I thought Opera on the Mac worked with voiceover. It's annoying that
Firefox has taken so long to still not work with voiceover. It seems to
be a collision of philosophies. They want Apple to change their APIs to
conform to the way Firefox already does it for other platforms, which
isn't going to happen.
CB
On 9/2/10 6:15 PM, William Windels wrote:
Hello,
I want also to say something about this topic:
Apple is doing great efforts to make their products accessible and macosx with
voiceover is in global, working good.
Also , the trackpad is a very nice feature that don't exist on windows
computers for blind users.
However, I have also some remarks:
since 10.6, voiceover isn't that stable like in 10.5.
Sometimes, voiceover is restarting while reading texts , I think because of
some strange characters.
But, this is not a big problem while comparing with windows and the
screenreaders because they are also crashing sometimes.
A bigger problem , in my opinion is that voiceover from apple is the only
screenreader on the mac.
I mean: since safari 5, the braille isn't working correctly in formfields.
This problem can also happen of course on windows when a new release of a
browser is installed but, on windows , there are at least 2 browsers that are
fully supported by the most screenreaders: internet explorer, firefox and
perhaps opera.
firefox 4 (beta) isn't also accessible with voiceover after a first look.
Also, the time-machine program, to restore e.g. a deleted folder from the past,
isn't accessible with vo.
The automatic backup system of timemachine works great!
Pages, a great texteditor isn't also fully accessible : tables in pages are n't
working with vo.
The numbers application has not the same features as excel with a screenreader.
Navigation in numbers is missing some important features.
Also: the braille representation on the mac has not the same contort as on
windows, I give 2 examples:
The text on the brailledisplay isn't independent of the speech. so. in global,
what the mac says, that will be shown on the braille display and revers.
It makes it much more powerful if you can configure what to read in braille and
what to hear.
A second thing is the representation of controls on a braille display:
They should give a option to configure how the representation of a radio
button, a button, a dropbox/pull down menu, a checkbox, a link, should be shown
on a braille display.
The best solution here is to have language independent symbols for this kind of
controls.
Since some people have only a braille display of 12, 20 or 40 characters, it
doesn't make sence to see only checkbox on your display.
When I try to speak with other blind people about the mac and the included
accessibility, the first question they ask is about particular programs they
want to use.
When I compare this about text processors, internet, spreadsheets , databases
(ms access), powerpoints, chatting, listening to music..., not all of this
tasks gives the same confort on a mac as on windows.
Conclusion: I love the mac , osx is great but the accessibility is still a
work in progress and, in my opinion, not at the same level of most windows
screenreaders.
best regards,
William
Op 2-sep-2010, om 22:47 heeft Mike Arrigo het volgende geschreven:
Just a few comments to add to this. First, I think gw-micro is a great company
and window eyes is a great product, I'm using it with my work computer to write
this message. With regard to supporting the web, at this point at least,
voiceover is actually ahead of window eyes, because it handles the pages that
change dinamicly. In window eyes, if a page changes through something like java
script, you must reload the browse mode buffer. On the mac, as apple says, it
just works. The new content is available as you navigate the page. I know
gw-micro is working on this, and I'm sure once the work is done, it will work
very well. Also, on a mac, you can install a new version of the operating
system completely and totally without sighted assistance, with speech and or a
braille display. This cannot be done with windows. Of course, this is not the
fault of gw-micro, Microsoft gets the blame for that one, but I think it
demonstrates the commitment Apple has to accessibility.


> _Task objective_
Pull every line that holds the word "lions" from the entries.

[Extracted records]
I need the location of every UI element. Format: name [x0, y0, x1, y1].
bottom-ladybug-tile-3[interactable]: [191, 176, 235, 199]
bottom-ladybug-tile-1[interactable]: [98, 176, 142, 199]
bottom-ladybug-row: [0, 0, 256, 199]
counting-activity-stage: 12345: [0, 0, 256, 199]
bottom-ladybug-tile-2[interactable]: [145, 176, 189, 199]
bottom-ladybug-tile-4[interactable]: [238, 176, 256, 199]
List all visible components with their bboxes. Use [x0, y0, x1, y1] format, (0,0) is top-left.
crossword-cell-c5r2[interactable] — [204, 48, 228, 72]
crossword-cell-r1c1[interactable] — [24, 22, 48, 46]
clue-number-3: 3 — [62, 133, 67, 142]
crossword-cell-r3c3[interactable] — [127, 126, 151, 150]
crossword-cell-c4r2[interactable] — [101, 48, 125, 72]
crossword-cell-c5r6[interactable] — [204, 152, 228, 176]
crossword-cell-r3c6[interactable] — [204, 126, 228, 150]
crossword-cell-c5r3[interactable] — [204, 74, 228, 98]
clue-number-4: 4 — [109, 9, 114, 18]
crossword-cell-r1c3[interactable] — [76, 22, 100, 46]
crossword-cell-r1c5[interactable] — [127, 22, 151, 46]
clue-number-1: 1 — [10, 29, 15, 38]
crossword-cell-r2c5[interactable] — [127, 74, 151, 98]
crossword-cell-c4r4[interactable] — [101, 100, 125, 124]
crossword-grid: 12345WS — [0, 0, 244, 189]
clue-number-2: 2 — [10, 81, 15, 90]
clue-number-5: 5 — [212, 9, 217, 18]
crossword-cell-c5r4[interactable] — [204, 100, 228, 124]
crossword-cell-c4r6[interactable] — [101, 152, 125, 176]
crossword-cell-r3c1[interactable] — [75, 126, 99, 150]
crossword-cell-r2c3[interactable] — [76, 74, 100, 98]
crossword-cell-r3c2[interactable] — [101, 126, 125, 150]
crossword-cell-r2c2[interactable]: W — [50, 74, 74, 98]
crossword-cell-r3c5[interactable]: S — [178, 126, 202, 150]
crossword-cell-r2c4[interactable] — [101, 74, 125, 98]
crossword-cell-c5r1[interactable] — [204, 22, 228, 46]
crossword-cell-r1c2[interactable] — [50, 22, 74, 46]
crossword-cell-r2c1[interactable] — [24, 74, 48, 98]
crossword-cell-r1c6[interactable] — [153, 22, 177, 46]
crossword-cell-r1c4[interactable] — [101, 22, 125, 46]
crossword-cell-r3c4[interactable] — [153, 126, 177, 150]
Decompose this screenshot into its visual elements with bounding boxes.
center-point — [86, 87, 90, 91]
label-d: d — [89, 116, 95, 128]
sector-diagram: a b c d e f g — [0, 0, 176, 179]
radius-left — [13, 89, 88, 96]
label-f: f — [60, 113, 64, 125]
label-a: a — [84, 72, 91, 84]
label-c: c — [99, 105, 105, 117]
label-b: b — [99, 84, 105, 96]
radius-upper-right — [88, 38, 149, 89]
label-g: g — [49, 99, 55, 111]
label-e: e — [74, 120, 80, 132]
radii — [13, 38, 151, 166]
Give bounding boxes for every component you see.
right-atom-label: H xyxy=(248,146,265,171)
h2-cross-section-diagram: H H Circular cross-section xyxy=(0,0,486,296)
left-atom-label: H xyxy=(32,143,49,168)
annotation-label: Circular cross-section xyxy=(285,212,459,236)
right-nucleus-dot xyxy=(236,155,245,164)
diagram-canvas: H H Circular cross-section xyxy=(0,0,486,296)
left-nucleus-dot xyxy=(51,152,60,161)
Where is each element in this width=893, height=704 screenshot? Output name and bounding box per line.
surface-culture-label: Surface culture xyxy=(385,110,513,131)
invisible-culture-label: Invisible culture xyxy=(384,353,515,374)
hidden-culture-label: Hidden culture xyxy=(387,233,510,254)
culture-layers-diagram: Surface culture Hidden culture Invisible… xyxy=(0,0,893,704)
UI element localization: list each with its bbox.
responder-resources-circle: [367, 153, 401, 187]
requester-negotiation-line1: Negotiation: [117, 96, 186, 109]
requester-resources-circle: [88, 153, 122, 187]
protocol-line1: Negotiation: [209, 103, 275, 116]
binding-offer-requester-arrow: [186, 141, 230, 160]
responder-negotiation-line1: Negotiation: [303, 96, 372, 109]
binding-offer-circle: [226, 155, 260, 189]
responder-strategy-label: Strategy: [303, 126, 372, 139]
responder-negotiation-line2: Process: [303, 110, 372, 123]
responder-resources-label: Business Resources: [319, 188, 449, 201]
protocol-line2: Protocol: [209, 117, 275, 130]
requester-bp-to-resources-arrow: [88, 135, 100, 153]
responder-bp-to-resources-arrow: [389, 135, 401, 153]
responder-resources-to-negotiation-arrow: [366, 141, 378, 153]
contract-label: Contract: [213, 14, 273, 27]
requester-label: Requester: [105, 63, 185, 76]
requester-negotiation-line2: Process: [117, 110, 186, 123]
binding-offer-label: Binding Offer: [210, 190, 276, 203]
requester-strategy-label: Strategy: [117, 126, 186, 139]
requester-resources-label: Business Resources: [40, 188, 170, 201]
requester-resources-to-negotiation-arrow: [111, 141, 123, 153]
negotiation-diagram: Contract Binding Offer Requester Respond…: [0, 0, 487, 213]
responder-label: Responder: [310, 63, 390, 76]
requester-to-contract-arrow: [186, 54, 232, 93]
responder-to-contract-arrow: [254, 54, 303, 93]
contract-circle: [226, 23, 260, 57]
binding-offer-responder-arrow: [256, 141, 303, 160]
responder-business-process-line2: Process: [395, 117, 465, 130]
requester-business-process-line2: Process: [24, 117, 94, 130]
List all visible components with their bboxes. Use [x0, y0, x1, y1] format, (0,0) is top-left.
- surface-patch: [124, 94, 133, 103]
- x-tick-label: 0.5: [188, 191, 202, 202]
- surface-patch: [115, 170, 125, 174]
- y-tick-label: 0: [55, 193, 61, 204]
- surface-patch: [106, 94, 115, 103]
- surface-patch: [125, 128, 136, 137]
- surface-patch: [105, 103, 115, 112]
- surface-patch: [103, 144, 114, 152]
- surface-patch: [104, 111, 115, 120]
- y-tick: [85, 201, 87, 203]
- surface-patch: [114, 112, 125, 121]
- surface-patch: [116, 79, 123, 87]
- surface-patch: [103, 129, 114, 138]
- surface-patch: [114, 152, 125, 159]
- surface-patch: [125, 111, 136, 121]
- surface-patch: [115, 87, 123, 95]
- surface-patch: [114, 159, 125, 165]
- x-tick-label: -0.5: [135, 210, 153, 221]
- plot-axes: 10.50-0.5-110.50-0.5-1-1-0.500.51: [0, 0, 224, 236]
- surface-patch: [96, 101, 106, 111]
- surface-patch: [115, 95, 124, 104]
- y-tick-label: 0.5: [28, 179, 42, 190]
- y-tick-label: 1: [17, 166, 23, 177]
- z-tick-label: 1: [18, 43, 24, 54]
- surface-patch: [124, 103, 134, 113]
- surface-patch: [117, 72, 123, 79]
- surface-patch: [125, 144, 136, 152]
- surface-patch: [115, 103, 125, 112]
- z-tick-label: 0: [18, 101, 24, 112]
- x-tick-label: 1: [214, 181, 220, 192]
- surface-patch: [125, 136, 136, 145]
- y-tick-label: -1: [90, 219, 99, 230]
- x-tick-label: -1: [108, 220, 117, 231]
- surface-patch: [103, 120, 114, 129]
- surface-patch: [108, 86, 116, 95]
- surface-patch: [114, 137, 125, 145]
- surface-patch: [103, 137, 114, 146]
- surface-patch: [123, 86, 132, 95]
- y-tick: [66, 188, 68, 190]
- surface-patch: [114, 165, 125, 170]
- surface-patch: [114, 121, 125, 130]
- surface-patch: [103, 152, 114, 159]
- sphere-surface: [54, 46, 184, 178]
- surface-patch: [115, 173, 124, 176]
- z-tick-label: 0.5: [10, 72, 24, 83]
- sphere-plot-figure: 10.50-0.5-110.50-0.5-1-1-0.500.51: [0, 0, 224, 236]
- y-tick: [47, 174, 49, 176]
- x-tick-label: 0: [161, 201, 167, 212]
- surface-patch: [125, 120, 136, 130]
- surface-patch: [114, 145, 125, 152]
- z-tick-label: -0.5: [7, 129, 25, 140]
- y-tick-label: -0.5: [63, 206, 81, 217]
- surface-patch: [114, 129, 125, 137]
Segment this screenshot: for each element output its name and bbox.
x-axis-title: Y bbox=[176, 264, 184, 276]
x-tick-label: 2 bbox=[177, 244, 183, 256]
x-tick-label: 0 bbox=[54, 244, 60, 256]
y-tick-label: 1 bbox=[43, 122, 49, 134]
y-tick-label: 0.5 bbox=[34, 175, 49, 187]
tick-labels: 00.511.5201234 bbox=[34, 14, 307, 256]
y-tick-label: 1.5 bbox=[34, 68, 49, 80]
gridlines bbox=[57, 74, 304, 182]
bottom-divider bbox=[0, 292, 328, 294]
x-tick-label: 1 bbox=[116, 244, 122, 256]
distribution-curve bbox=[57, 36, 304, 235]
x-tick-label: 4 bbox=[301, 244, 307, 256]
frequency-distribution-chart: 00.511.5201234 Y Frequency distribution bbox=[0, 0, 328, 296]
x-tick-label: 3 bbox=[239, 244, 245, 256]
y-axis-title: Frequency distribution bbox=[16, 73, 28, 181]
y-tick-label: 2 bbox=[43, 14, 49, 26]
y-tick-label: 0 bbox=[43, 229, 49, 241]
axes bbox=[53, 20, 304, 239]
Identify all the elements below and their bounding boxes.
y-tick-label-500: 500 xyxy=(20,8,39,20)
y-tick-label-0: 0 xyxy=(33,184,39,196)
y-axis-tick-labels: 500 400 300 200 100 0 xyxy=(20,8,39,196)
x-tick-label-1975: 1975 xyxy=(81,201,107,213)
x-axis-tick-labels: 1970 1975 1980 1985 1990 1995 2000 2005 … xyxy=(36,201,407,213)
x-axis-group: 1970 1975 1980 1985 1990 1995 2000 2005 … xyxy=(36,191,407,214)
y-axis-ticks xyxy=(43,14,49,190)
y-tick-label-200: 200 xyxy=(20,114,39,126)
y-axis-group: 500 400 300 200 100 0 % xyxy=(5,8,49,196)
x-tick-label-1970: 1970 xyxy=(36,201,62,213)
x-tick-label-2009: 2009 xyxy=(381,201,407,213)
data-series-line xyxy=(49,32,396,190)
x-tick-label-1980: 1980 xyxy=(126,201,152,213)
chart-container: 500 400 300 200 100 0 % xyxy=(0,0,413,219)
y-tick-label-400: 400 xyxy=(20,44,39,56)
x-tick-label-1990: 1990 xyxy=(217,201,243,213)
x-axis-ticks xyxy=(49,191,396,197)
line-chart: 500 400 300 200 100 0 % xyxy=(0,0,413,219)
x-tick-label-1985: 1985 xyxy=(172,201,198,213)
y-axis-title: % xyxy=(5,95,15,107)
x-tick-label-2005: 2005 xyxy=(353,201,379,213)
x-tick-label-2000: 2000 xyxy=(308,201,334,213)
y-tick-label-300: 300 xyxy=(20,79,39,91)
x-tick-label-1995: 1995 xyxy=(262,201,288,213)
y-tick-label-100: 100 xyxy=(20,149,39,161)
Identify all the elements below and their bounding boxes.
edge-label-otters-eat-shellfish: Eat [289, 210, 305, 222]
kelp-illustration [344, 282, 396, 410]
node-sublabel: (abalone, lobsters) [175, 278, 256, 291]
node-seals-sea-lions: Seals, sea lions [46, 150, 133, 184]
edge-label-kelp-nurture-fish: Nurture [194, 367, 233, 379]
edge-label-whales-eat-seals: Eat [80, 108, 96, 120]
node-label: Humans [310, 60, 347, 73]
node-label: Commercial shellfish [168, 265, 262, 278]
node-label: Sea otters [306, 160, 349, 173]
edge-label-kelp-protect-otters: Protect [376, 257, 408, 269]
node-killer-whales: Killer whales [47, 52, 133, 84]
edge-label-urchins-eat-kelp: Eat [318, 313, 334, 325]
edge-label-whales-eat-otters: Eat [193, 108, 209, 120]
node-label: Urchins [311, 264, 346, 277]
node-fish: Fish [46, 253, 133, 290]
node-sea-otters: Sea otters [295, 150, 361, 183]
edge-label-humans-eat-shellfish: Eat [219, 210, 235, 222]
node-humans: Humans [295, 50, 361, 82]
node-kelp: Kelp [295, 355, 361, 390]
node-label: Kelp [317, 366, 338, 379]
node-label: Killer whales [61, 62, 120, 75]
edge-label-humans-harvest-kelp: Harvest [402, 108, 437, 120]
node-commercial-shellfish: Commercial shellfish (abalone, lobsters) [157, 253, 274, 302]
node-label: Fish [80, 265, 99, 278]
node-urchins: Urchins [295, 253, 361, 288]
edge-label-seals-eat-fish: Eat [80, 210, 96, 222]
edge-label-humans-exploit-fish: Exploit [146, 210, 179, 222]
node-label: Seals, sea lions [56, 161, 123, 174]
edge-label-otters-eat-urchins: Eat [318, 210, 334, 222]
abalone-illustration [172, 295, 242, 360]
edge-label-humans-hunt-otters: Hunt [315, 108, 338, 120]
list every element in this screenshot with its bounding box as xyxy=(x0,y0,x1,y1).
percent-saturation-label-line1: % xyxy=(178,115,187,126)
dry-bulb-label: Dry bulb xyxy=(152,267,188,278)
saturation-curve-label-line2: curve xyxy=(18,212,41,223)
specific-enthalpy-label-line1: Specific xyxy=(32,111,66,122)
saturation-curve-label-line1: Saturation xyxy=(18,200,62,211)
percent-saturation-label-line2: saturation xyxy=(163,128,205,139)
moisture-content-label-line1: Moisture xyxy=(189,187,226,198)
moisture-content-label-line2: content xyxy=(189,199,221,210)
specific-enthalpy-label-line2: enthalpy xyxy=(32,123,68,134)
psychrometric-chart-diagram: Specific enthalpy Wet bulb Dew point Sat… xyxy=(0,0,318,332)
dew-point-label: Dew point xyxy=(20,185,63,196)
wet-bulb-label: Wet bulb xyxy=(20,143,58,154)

> _Output of the task_
node-seals-sea-lions: Seals, sea lions [46, 150, 133, 184]
node-label: Seals, sea lions [56, 161, 123, 174]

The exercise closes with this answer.